Why should a Protestant care about the Bethlehem Centre?
After all, it is a Roman Catholic operation run by the good Sisters of Benedict. I’ve gone there at a past gathering arranged by the United Church of Canada. I found it to be a beautiful location along the shore of a small lake (you could walk around the 6 km lake path in an hour). It’s in easy access of Nanaimo on Vancouver Island, very close to two ferry terminals running regular schedules to the mainland. Nearby is the famous Island Highway, which connects both South and North Vancouver Island. It’s nestled in a quasi-rural community among resplendent trees and gardens. What a place to have a retreat centre! As I expected there were the required religious icons about, signaling that the Centre’s owners were members of a religious Christian community. However, the icons were never so blatant as to make a non RC person uncomfortable.
Perhaps equally important to many of us is the challenge not to see this dedicated operation handed over to a private developer, who then would flip it quickly into a high-end luxury enclave or reserve for the one percent population. To stand by meekly and witness the desecration of a lovely facility, erected for the sole purpose of nourishing the spiritual life of participants into just another corporate altar in praise of greed and privileged pleasures would have been a travesty.
Of course I don’t have intimate knowledge of the economic and logistic challenges faced by the Benedictine Sisters. I can easily ignore the financial obstacles they encountered.

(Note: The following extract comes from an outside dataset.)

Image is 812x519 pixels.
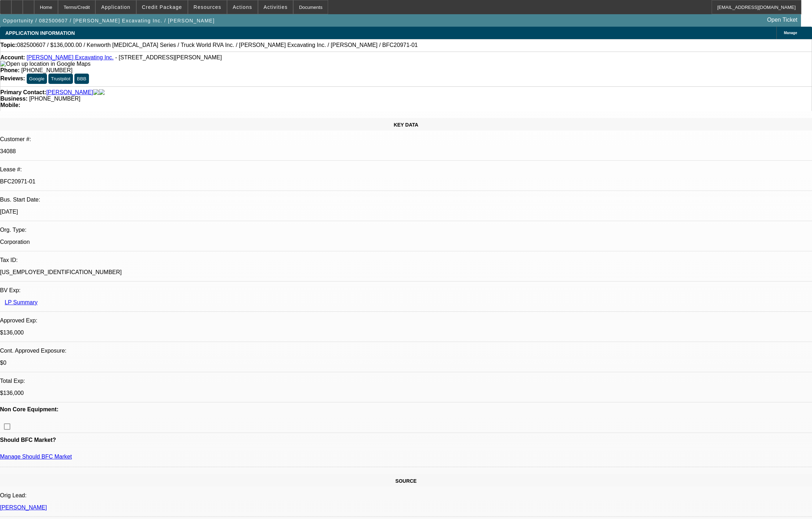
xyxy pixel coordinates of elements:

Nevertheless, in the resultant proposed development I am so grateful that saner heads have prevailed and now there is an excellent possibility that Bethlehem can become an ecumenical, multi-faith centre (even welcomed by the 'spiritual but not religious’ crowd) so that through this remarkable collaboration some of Bethlehem’s rich legacy may continue.
Another remarkable development in this instance is the possibility of turning Bethlehem Centre into an ecumenical, multi-faith facility, I find it far superior that now we are imagining such a collaboration, where several faith communities can work together to own and operate this unique enterprise.
Such a Centre could welcome people from every faith tradition where they might delve deeper into their own unique expressions of spiritual reality but be continuously cognizant of other faith traditions and practices. What better example of respect and valuing of the many spiritual paths people of faith follow.
On several fronts this development is to be welcomed and supported. Nothing more important could result from this transition at the former Bethlehem Retreat Centre and I salute the principals involved in bringing the idea to fruition. I am doing all I can to make others aware and to develop the project in both financial and spiritual terms. Join me.
Dale Perkins is a retired United Church Minister.